PUBLICLY, the Maliki Government continued to assure the Bush Administration it could count on a long-term military presence. Asked by NBC’s Richard Engel on January 24, 2008 if the agreement would provide long-term US bases in Iraq, Zebari said, “This is an agreement of enduring military support. The soldiers are going to have to stay someplace. They can’t stay in the air.”

Confident that it was going to get a South Korea-style SOFA, the Bush Administration gave the Iraqi Government a draft on March 7, 2008 that provided for no limit on the number of US troops or the duration of their presence. Nor did it give Iraq any control over US military operations.

But Maliki had a surprise in store for Washington.

A series of dramatic moves by Maliki and Iran over the next few months showed that there had been an explicit understanding between the two governments to prevent the US military from launching major operations against the Mahdi Army and to reach an agreement with Sadr on ending the Mahdi Army’s role in return for assurances that Maliki would demand the complete withdrawal of US forces.
In mid-March 2007, Maliki ignored pressure from a personal visit by Cheney to cooperate in taking down the Mahdi Army and instead abruptly vetoed US military plans for a major operation against the Mahdi Army in Basra. Maliki ordered an Iraqi Army assault on the dug-in Sadrist forces.

Predictably, the operation ran into trouble, and within days, Iraqi officials had asked General Suleimani, the commander of the Quds Force of Iran’s Islamic Revolutionary Guard, to intervene and negotiate a ceasefire with Sadr, who agreed, although his troops were far from defeated.

A few weeks later, Maliki again prevented the United States from launching its biggest campaign yet against the Mahdi Army in Sadr City. And again, Suleimani was brought in to work out a deal with Sadr allowing government troops to patrol in the former Mahdi Army stronghold.

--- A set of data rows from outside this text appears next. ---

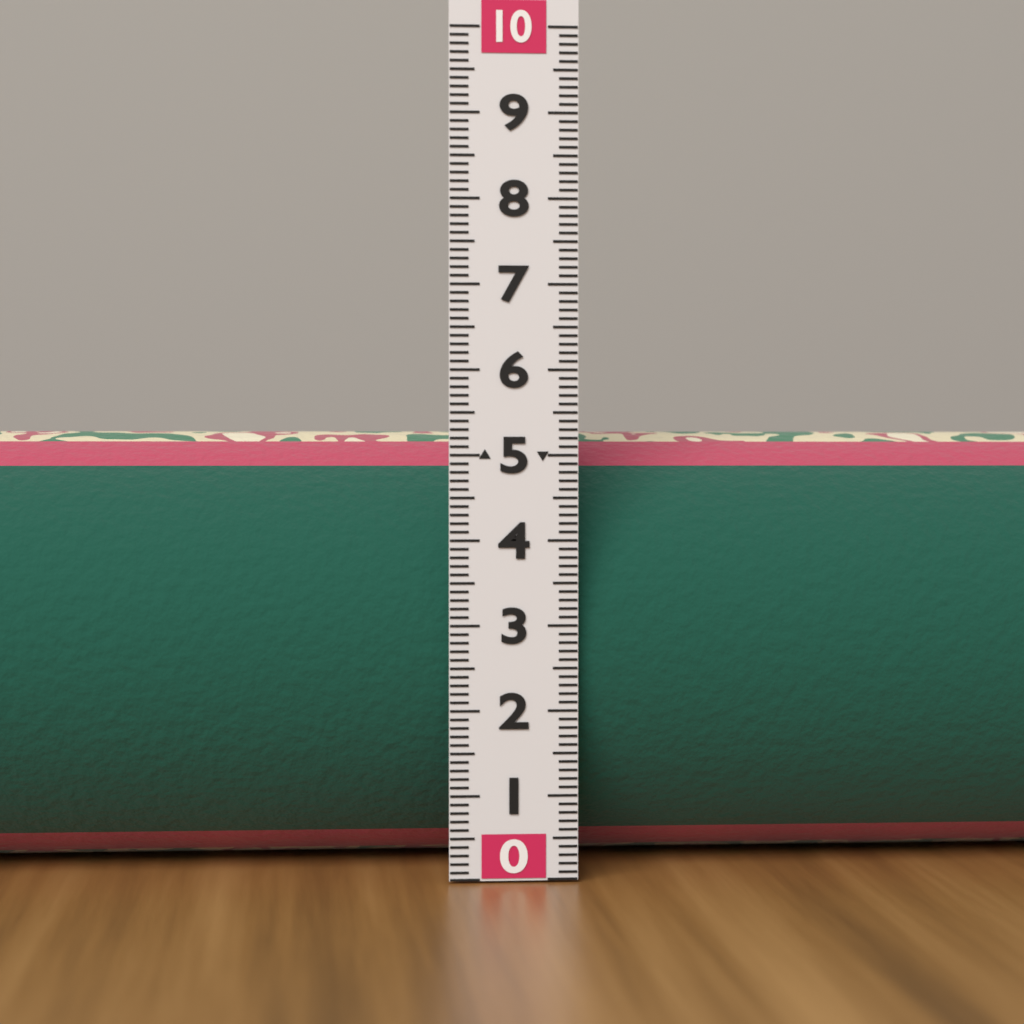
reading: 5.3 (no unit)
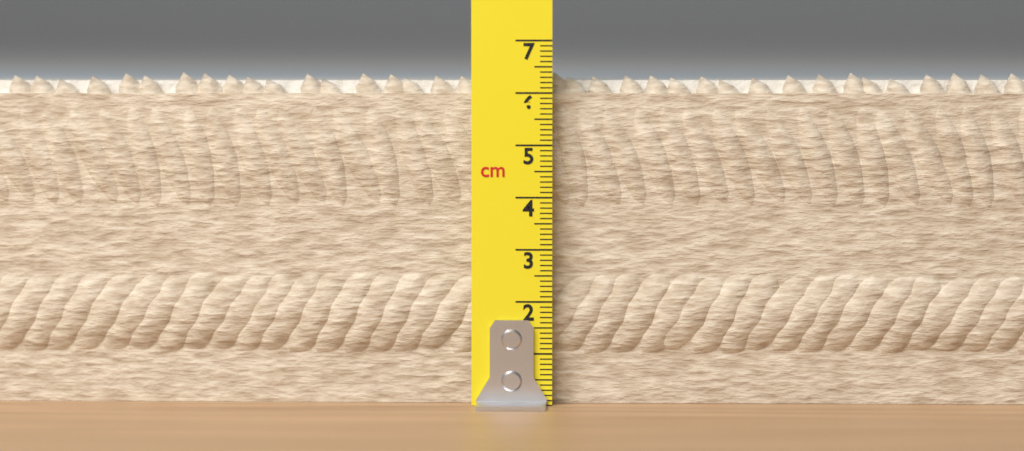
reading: 6.4 cm
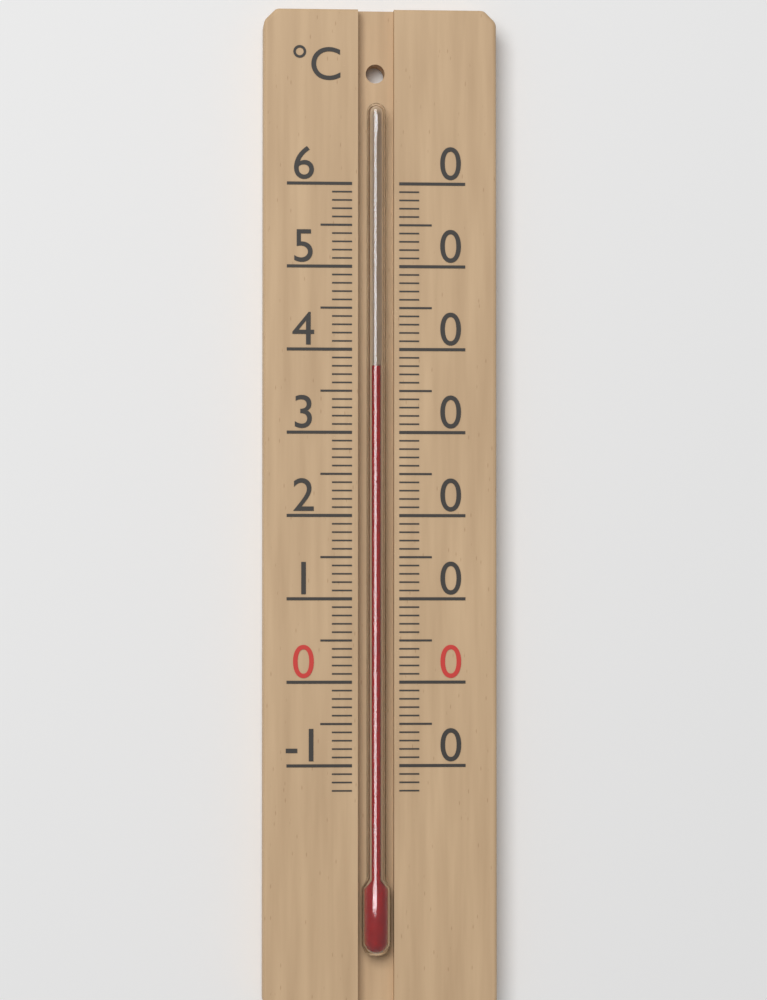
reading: 38 °C
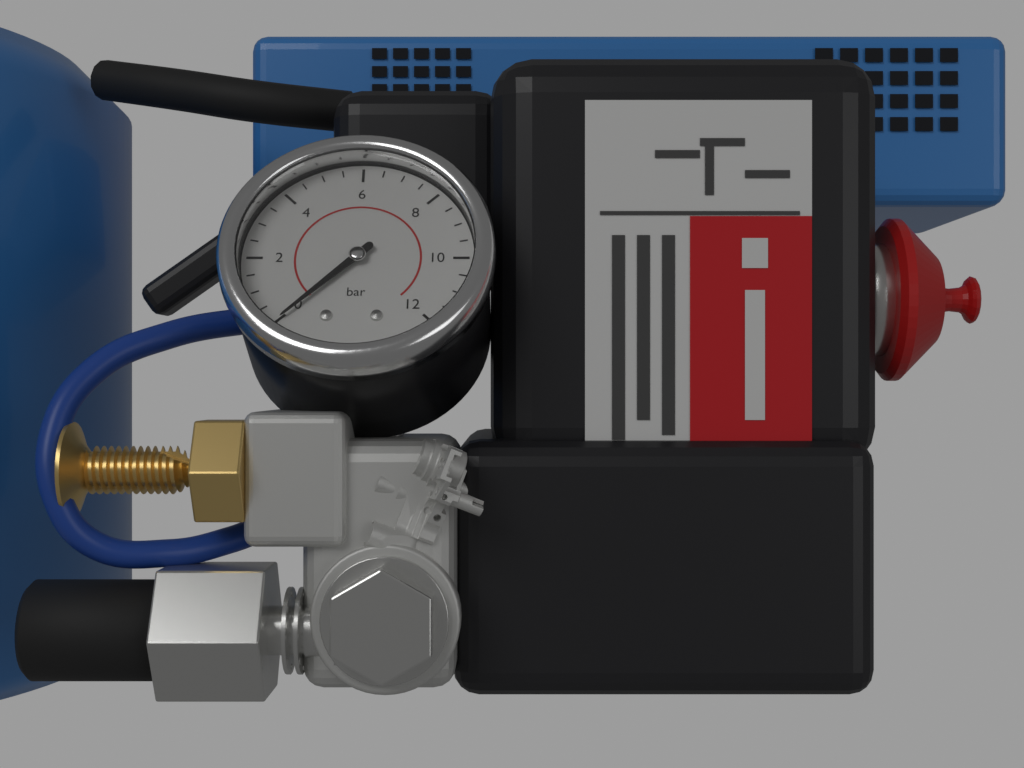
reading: 0.0 bar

There was a subtext to Suleimani’s interven-tions. Just as Suleimani was negotiating the Basra ceasefire with Sadr, a website associated with former IRGC Commander Mohsen Rezai said Iran opposed actions by “hard-line clans” that “only weaken the government and people of Iraq and give a pretext to its occupiers”.
In the days that followed that agreement, Iranian state news media portrayed the Iraqi crackdown in Basra as being against illegal and “criminal” forces.
The timing of each political diplomatic move by Maliki appears to have been determined in discussions between Maliki and top Iranian officials.

Just two days after returning from a visit to Tehran in June 2008, Maliki complained publicly about US demands for indefinite access to military bases, control of Iraqi airspace and immunity from prosecution for US troops and private contractors.
In July, he revealed that his government was demanding the complete withdrawal of US troops on a timetable.

The Bush Administration was in a state of shock. From July to October, it pretended that it could simply refuse to accept the withdrawal demand, while trying vainly to pressure Maliki to back down.

In the end, however, Bush Administration officials realised that Democratic presidential candidate Barack Obama, who was then far ahead of Republican John McCain in polls, would accept the same or an even faster timetable for withdrawal. In October, Bush decided to sign the draft agreement pledging withdrawal of all US troops by the end of 2011.

The ambitious plans of the US military to use Iraq to dominate the Middle East militarily and politically had been foiled by the very regime the United States had installed, and the officials behind the US scheme, had been clueless about what was happening until it was too late.

Ambassador M.K. Bhadrakumar was a career diplomat in the Indian Foreign Service. His assignments included the Soviet Union, South Korea, Sri Lanka, Germany, Afghanistan, Pakistan, Uzbekistan, Kuwait and Turkey.

ISSN (Mainstream Online) : 2582-7316 | Privacy Policy|
Notice: Mainstream Weekly appears online only.